CURRENT AFFAIRS | 23 APRIL 2026
The News Trigger
PM Narendra Modi will travel to Oslo, Norway, on 15–16 May 2026 to attend the 3rd India-Nordic Summit, with leaders of all five Nordic countries — Norway, Sweden, Finland, Denmark and Iceland — expected to join. After Stockholm (2018) and Copenhagen (2022), Oslo marks a decade of institutionalised India-Nordic engagement.

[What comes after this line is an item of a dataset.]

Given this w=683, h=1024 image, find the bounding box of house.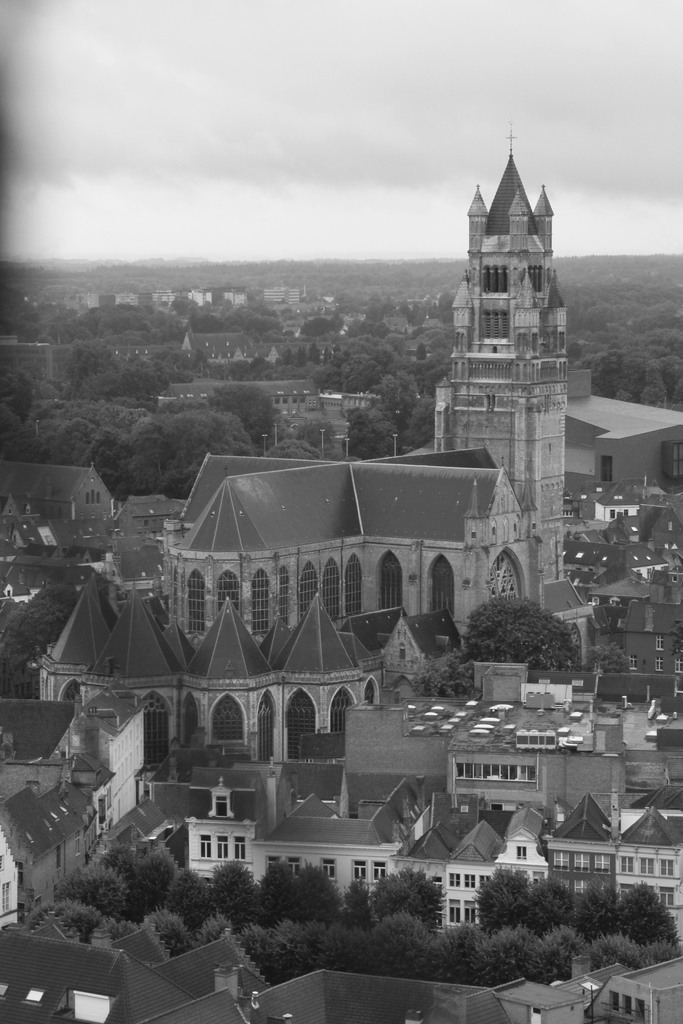
crop(545, 797, 624, 895).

The PM will combine this with a wider European tour — Netherlands (15–20 May), likely Sweden and Italy — setting up formal conclusion of India–EU FTA negotiations pushed forward at the January 2026 Summit.
What Will Dominate the Agenda
- Energy security & Strait of Hormuz — ongoing Iran war and choke-point disruption threatening one-fifth of global oil trade.

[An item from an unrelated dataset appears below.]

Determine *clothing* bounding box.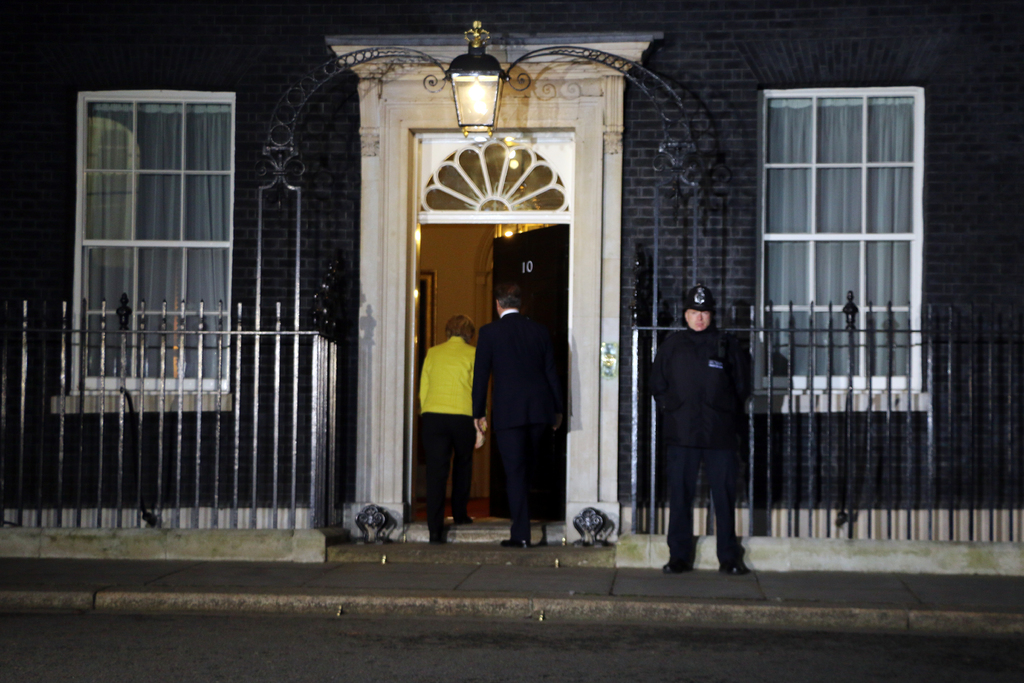
Determined: bbox(646, 326, 751, 560).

- Russia-Ukraine war — now in its 4th+ year; India’s neutral-but-nudging diplomacy remains of interest to Nordic states.
- Green and Blue Economy — Nordic expertise in offshore wind, hydrogen, and sustainable fisheries dovetails with India’s Sagarmala and PM Gati Shakti.

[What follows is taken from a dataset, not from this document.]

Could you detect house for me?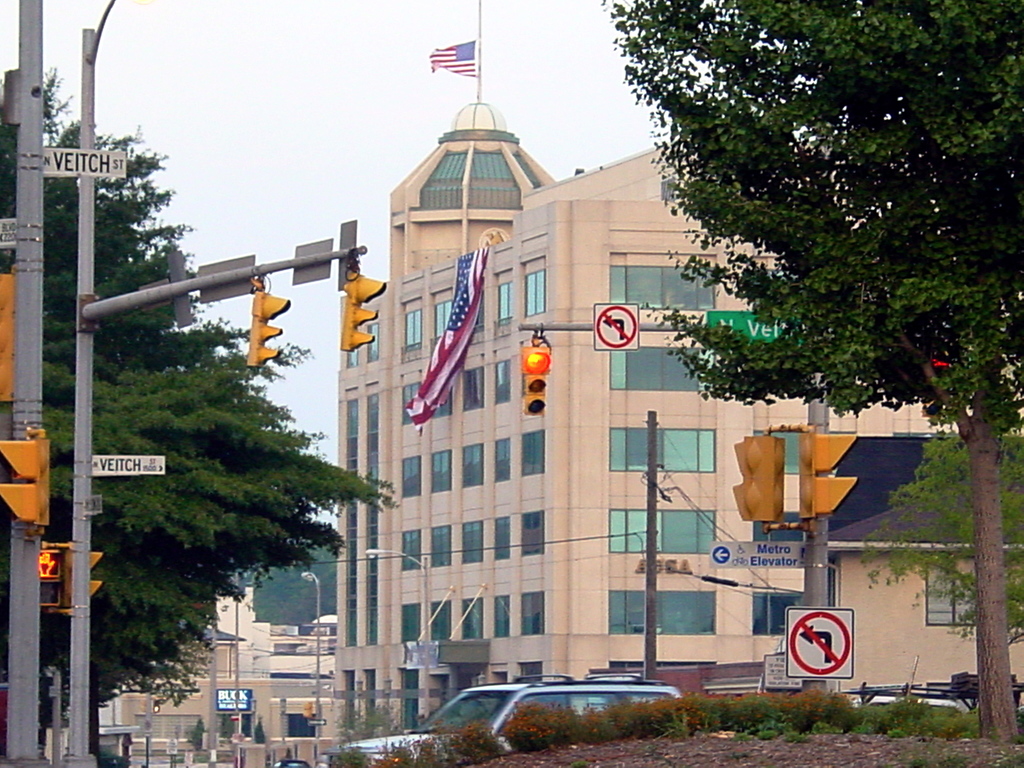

- Digitalisation & innovation — startups, AI governance, semiconductor supply chain, especially relevant for Finland and Sweden.
- Arctic cooperation — India has been Observer at the Arctic Council since 2013 and launched its Arctic Policy in 2022.
Constitutional & Policy Framework
- Article 51 (DPSP) — directs the State to promote international peace and respect for treaty obligations.
- Article 253 — Parliament’s power to implement treaties.
- India’s Arctic Policy 2022 — “India and the Arctic: Building a Partnership for Sustainable Development” — 6 pillars including S&T, climate, economic and national security.
- Sagarmala Programme (2015) — port-led development + Blue Economy along 7,500 km coastline.
- UNCLOS Article 38 — right of transit passage through international straits (directly relevant to Hormuz).
Why Nordic Matters Disproportionately
Five small-population countries, combined GDP of over $1.9 trillion, and a sovereign wealth fund (Norway’s Government Pension Fund Global) of ~$1.8 trillion — the largest on earth. Nordic countries lead on climate technology, ethical governance indices and social trust. For India, they are a model for high-income welfare economies and a gateway to EU investment — particularly crucial after the January 2026 India-EU Summit outcomes.
CLAT Angle
Expect questions on: (a) Arctic Council membership — India is an Observer, not a Member; (b) UNCLOS transit passage vs innocent passage vs archipelagic sea-lanes; (c) treaty-making power in India (Art 73 + Art 253); (d) Blue Economy definition (World Bank); (e) Sagarmala pillars; (f) difference between sovereign wealth fund and forex reserve.
Key Facts at a Glance
| Summit | Year & Host |
|---|---|
| 1st India-Nordic Summit | 2018 — Stockholm (Sweden) |
| 2nd India-Nordic Summit | 2022 — Copenhagen (Denmark) |
| 3rd India-Nordic Summit | 15–16 May 2026 — Oslo (Norway) |
| Nordic 5 | Norway, Sweden, Finland, Denmark, Iceland |
| Norway SWF size | ~$1.8 trillion (world’s largest) |
| India Arctic Council status | Observer since 2013; Policy 2022 |
Mnemonic: “NSFDI → Nordic 5”
Norway — Sweden — Finland — Denmark — Iceland. Read as “No Such Frail Democratic Islands.” Add autonomous territories: Faroe, Greenland, Åland.
India’s Arctic Stakes — Rising
Arctic ice melt is opening the Northern Sea Route — potentially cutting shipping time from Asia to Europe by ~40%. India’s 2022 Arctic Policy is built on six pillars: science & research, climate and environment protection, economic & human development, transportation & connectivity, governance & international cooperation, and national capacity-building. Oslo 2026 will concretise the “governance & international cooperation” pillar.
Practice Quiz — 10 CLAT-Style Questions
Click an option to reveal the answer and explanation.